Personally, I'd use d6 for this because they're easiest to get in bulk and are most stable for keeping laying around. d10s are the only other good die for this acquisition-wise but they tip too easily, other dice would require buying a bulk pack to get enough of them to play which is undesirable (especially for a pool-based game - each player might be using 12 dice or so, so for four players you're using 48 dice plus whatever the DM needs - which I'd rule that minion-type enemies just roll their limit as they go along, while rivals use a pool just like the players, so the DM will need a shitload of dice too).
Set your overall pool based on your total stats, probably. Skills could contribute rolled-as-you-go bonus dice, too.

2000 chars

Haha I meant dream as in ideal

There is sort of a dream mode of play though...

Carrying capacity is determined by strength. Strength ranges between 1-12 with 3 being average, 7 being the normal human maximum, and 12 being the augmented maximum (sci-fi setting). Characters get 5 carrying capacity per strength. Weapons and armor use capacity between 1-6 depending on size, reusable equipment uses 1 capacity per item, and disposable items like ammo use 1 capacity per refill level.

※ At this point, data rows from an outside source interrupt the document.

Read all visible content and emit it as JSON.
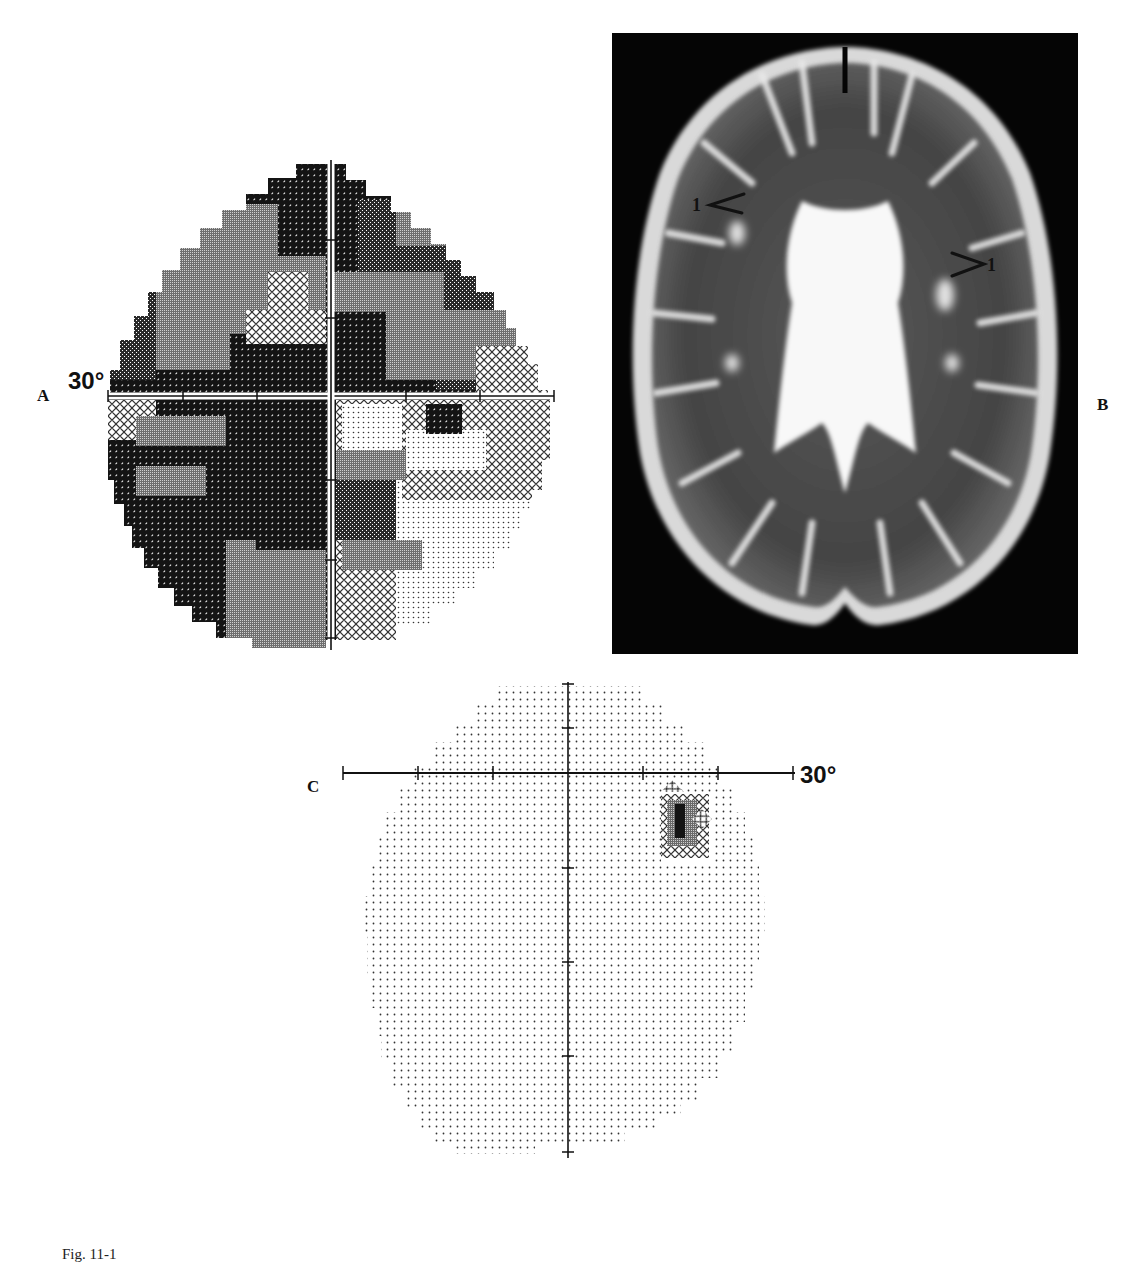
{
  "figure": {
    "panels": [
      {
        "id": "A",
        "label": "A",
        "type": "visual-field-grayscale",
        "eccentricity_label": "30°",
        "description": "Dense grayscale visual-field plot showing diffuse, severe field loss with darkest tones throughout; lighter (less affected) areas in the inferior-right quadrant"
      },
      {
        "id": "B",
        "label": "B",
        "type": "axial-T2-MRI",
        "annotations": [
          {
            "text": "1",
            "side": "left",
            "pointer": "arrowhead"
          },
          {
            "text": "1",
            "side": "right",
            "pointer": "arrowhead"
          }
        ],
        "description": "Axial T2-weighted brain MRI with periventricular white-matter hyperintensities marked by arrowheads labeled 1"
      },
      {
        "id": "C",
        "label": "C",
        "type": "visual-field-grayscale",
        "eccentricity_label": "30°",
        "description": "Near-normal visual field (light dots) with a small dense scotoma just below the horizontal meridian on the right, near the blind spot"
      }
    ],
    "caption": "Fig. 11-1"
  },
  "colors": {
    "background": "#ffffff",
    "ink": "#111111",
    "mri_background": "#050505",
    "tone_black": "#141414",
    "tone_dark": "#3c3c3c",
    "tone_mid": "#7a7a7a",
    "tone_light": "#b9b9b9",
    "tone_dots": "#e6e6e6"
  }
}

If you stay under carrying capacity there are no penalties, dodge and speed decreased by 1 if your surpass your limit, and an additional 1 for every increment of 5 points that (1-4=-1, 5-9=-2, 10-14=-3, etc).

RefillLevels
Level 1:You have the ammunition in your gun or a single disposable item.
Level 2: You have a single reload or two disposable items.
Level 3: You have as many reloads or disposable items as you need, effectively infinite.
Level 4+: You have as many refills as you need, plus buffer for daily losses.

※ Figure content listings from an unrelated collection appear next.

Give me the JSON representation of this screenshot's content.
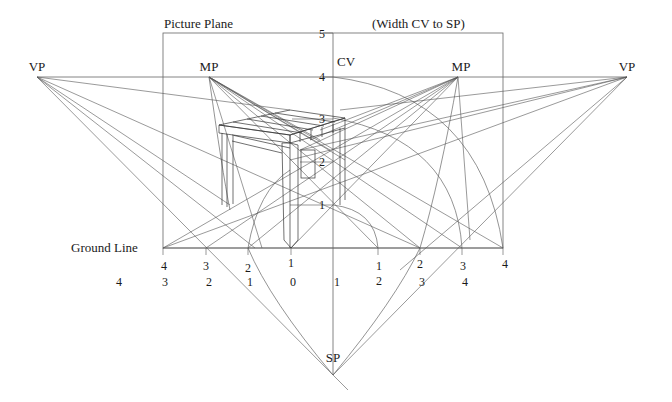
{
  "labels": {
    "picture_plane": "Picture Plane",
    "width_note": "(Width CV to SP)",
    "vp_left": "VP",
    "vp_right": "VP",
    "mp_left": "MP",
    "mp_right": "MP",
    "cv": "CV",
    "sp": "SP",
    "ground_line": "Ground Line"
  },
  "vertical_scale": [
    "5",
    "4",
    "3",
    "2",
    "1"
  ],
  "ground_ticks_top": {
    "left": [
      "4",
      "3",
      "2",
      "1"
    ],
    "right": [
      "1",
      "2",
      "3",
      "4"
    ]
  },
  "ground_ticks_bottom": [
    "4",
    "3",
    "2",
    "1",
    "0",
    "1",
    "2",
    "3",
    "4"
  ]
}
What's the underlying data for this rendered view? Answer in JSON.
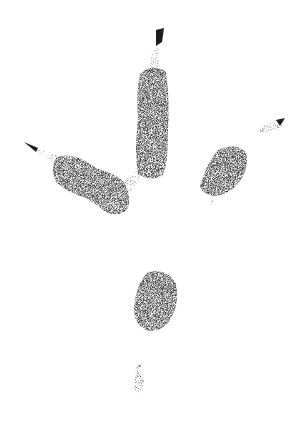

If you share or waste ammunition or disposable items your refill level for that item goes down by one. At the end of the day if you used that item you must pay upkeep at an appropriate store or the level degrades by one.

don't you die on me

Would anyone here use analogue random map generators? Or are online resources good/fast enough to sort of obviate the need for them?

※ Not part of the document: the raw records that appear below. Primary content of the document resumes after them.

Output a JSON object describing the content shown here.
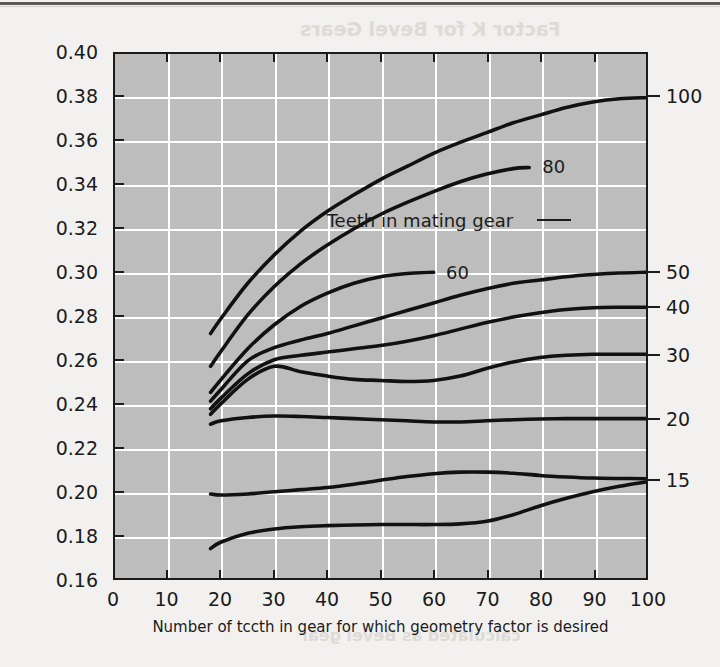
{
  "page": {
    "bleed_text_1": "Factor K  for Bevel Gears",
    "bleed_text_2": "calculated as Bevel gear"
  },
  "chart_data": {
    "type": "line",
    "title": "",
    "xlabel": "Number of tccth in gear for which geometry factor is desired",
    "ylabel": "Geometry factor J",
    "xlim": [
      0,
      100
    ],
    "ylim": [
      0.16,
      0.4
    ],
    "xticks": [
      0,
      10,
      20,
      30,
      40,
      50,
      60,
      70,
      80,
      90,
      100
    ],
    "xtick_labels": [
      "0",
      "10",
      "20",
      "30",
      "40",
      "50",
      "60",
      "70",
      "80",
      "90",
      "100"
    ],
    "yticks": [
      0.16,
      0.18,
      0.2,
      0.22,
      0.24,
      0.26,
      0.28,
      0.3,
      0.32,
      0.34,
      0.36,
      0.38,
      0.4
    ],
    "ytick_labels": [
      "0.16",
      "0.18",
      "0.20",
      "0.22",
      "0.24",
      "0.26",
      "0.28",
      "0.30",
      "0.32",
      "0.34",
      "0.36",
      "0.38",
      "0.40"
    ],
    "grid": true,
    "grid_color": "#ffffff",
    "plot_bg": "#bdbdbd",
    "line_color": "#111111",
    "legend_position": "right-edge-and-inline",
    "legend_note": "Teeth in mating gear",
    "series": [
      {
        "name": "100",
        "label_side": "right",
        "label_value": "100",
        "x": [
          18,
          20,
          25,
          30,
          35,
          40,
          45,
          50,
          55,
          60,
          65,
          70,
          75,
          80,
          85,
          90,
          95,
          100
        ],
        "y": [
          0.272,
          0.279,
          0.295,
          0.308,
          0.319,
          0.328,
          0.3355,
          0.3425,
          0.3485,
          0.3545,
          0.3595,
          0.364,
          0.3685,
          0.372,
          0.3755,
          0.378,
          0.3795,
          0.38
        ]
      },
      {
        "name": "80",
        "label_side": "inline",
        "label_value": "80",
        "x": [
          18,
          20,
          25,
          30,
          35,
          40,
          45,
          50,
          55,
          60,
          65,
          70,
          75,
          78
        ],
        "y": [
          0.257,
          0.264,
          0.2805,
          0.2935,
          0.304,
          0.3125,
          0.32,
          0.3265,
          0.332,
          0.337,
          0.3415,
          0.345,
          0.3475,
          0.348
        ]
      },
      {
        "name": "60",
        "label_side": "inline",
        "label_value": "60",
        "x": [
          18,
          20,
          25,
          30,
          35,
          40,
          45,
          50,
          55,
          60
        ],
        "y": [
          0.245,
          0.251,
          0.265,
          0.276,
          0.2845,
          0.2905,
          0.295,
          0.298,
          0.2995,
          0.3
        ]
      },
      {
        "name": "50",
        "label_side": "right",
        "label_value": "50",
        "x": [
          18,
          20,
          25,
          30,
          35,
          40,
          45,
          50,
          55,
          60,
          65,
          70,
          75,
          80,
          85,
          90,
          95,
          100
        ],
        "y": [
          0.241,
          0.2465,
          0.2595,
          0.2655,
          0.269,
          0.272,
          0.2755,
          0.279,
          0.2825,
          0.286,
          0.2895,
          0.2925,
          0.295,
          0.2965,
          0.298,
          0.299,
          0.2997,
          0.3
        ]
      },
      {
        "name": "40",
        "label_side": "right",
        "label_value": "40",
        "x": [
          18,
          20,
          25,
          30,
          35,
          40,
          45,
          50,
          55,
          60,
          65,
          70,
          75,
          80,
          85,
          90,
          95,
          100
        ],
        "y": [
          0.2375,
          0.2425,
          0.2535,
          0.26,
          0.262,
          0.2635,
          0.265,
          0.2665,
          0.2685,
          0.271,
          0.274,
          0.277,
          0.2795,
          0.2815,
          0.283,
          0.2838,
          0.284,
          0.284
        ]
      },
      {
        "name": "30",
        "label_side": "right",
        "label_value": "30",
        "x": [
          18,
          20,
          25,
          30,
          35,
          40,
          45,
          50,
          55,
          60,
          65,
          70,
          75,
          80,
          85,
          90,
          95,
          100
        ],
        "y": [
          0.235,
          0.24,
          0.251,
          0.257,
          0.2545,
          0.2525,
          0.251,
          0.2505,
          0.25,
          0.2505,
          0.2525,
          0.256,
          0.259,
          0.261,
          0.262,
          0.2625,
          0.2625,
          0.2625
        ]
      },
      {
        "name": "20",
        "label_side": "right",
        "label_value": "20",
        "x": [
          18,
          20,
          25,
          30,
          35,
          40,
          45,
          50,
          55,
          60,
          65,
          70,
          75,
          80,
          85,
          90,
          95,
          100
        ],
        "y": [
          0.2305,
          0.232,
          0.2335,
          0.2342,
          0.234,
          0.2335,
          0.233,
          0.2325,
          0.232,
          0.2315,
          0.2315,
          0.232,
          0.2325,
          0.2328,
          0.233,
          0.233,
          0.233,
          0.233
        ]
      },
      {
        "name": "15",
        "label_side": "right",
        "label_value": "15",
        "x": [
          18,
          20,
          25,
          30,
          35,
          40,
          45,
          50,
          55,
          60,
          65,
          70,
          75,
          80,
          85,
          90,
          95,
          100
        ],
        "y": [
          0.1985,
          0.198,
          0.1985,
          0.1995,
          0.2005,
          0.2015,
          0.203,
          0.2048,
          0.2065,
          0.2078,
          0.2085,
          0.2085,
          0.208,
          0.207,
          0.2063,
          0.2058,
          0.2056,
          0.2055
        ]
      },
      {
        "name": "10",
        "label_side": "none",
        "label_value": "",
        "x": [
          18,
          20,
          25,
          30,
          35,
          40,
          45,
          50,
          55,
          60,
          65,
          70,
          75,
          80,
          85,
          90,
          95,
          100
        ],
        "y": [
          0.1735,
          0.1765,
          0.1805,
          0.1825,
          0.1835,
          0.184,
          0.1843,
          0.1845,
          0.1845,
          0.1845,
          0.1848,
          0.186,
          0.189,
          0.193,
          0.1965,
          0.1995,
          0.202,
          0.204
        ]
      }
    ],
    "inline_annotations": [
      {
        "text": "80",
        "x": 78,
        "y": 0.348
      },
      {
        "text": "60",
        "x": 60,
        "y": 0.3
      },
      {
        "text": "Teeth in mating gear",
        "x": 62,
        "y": 0.3235
      }
    ],
    "right_axis_labels": [
      {
        "text": "100",
        "y": 0.38
      },
      {
        "text": "50",
        "y": 0.3
      },
      {
        "text": "40",
        "y": 0.284
      },
      {
        "text": "30",
        "y": 0.2625
      },
      {
        "text": "20",
        "y": 0.233
      },
      {
        "text": "15",
        "y": 0.2055
      }
    ]
  }
}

What would you look for in a dungeon, hex map, or city map generator?

I've got most of a hex map generator, an idea for a city map generator, and basically nothing for dungeons. FWIW.

A generated map. I don't have a system for roads, rivers, or keys just yet.

For generic fantasy, it might be best to make sure and put a robust and simple monster creation system front and center. Broadly generic games benefit a lot from being able to port whatever the hell you want in.

Then you could do samples by category. Instead of presenting your definitive vampire, present a few ways vampires might be handled under your system, for example. Same for dragons, demons, whatever other broad categories suit your game.

Maybe follow this with a deep all-fluff bestiary with insane quantities of creatures with brief but colorful hooks or rumors. "The typhic beasts were born from the blood of a rampaging mad god. They carry their parent's all consuming hatred but none of his intellect or charm. For the most part they are sealed beneath the earth behind wards and guardians, but the unwary or psychotic sometimes raise them." That sort of thing.

Hi Veeky Forums and /gdg/

I'm working on a large scale map-based asymmetrical fantasy wargame, and I need some help with the visuals.

What are good color choices to nicely identify about 12 different factions on 1 inch square chits? The map itself will be in muted greens, blues and yellows.

But I'm generally completely clueless in design, so how the fuck do I design nice counters?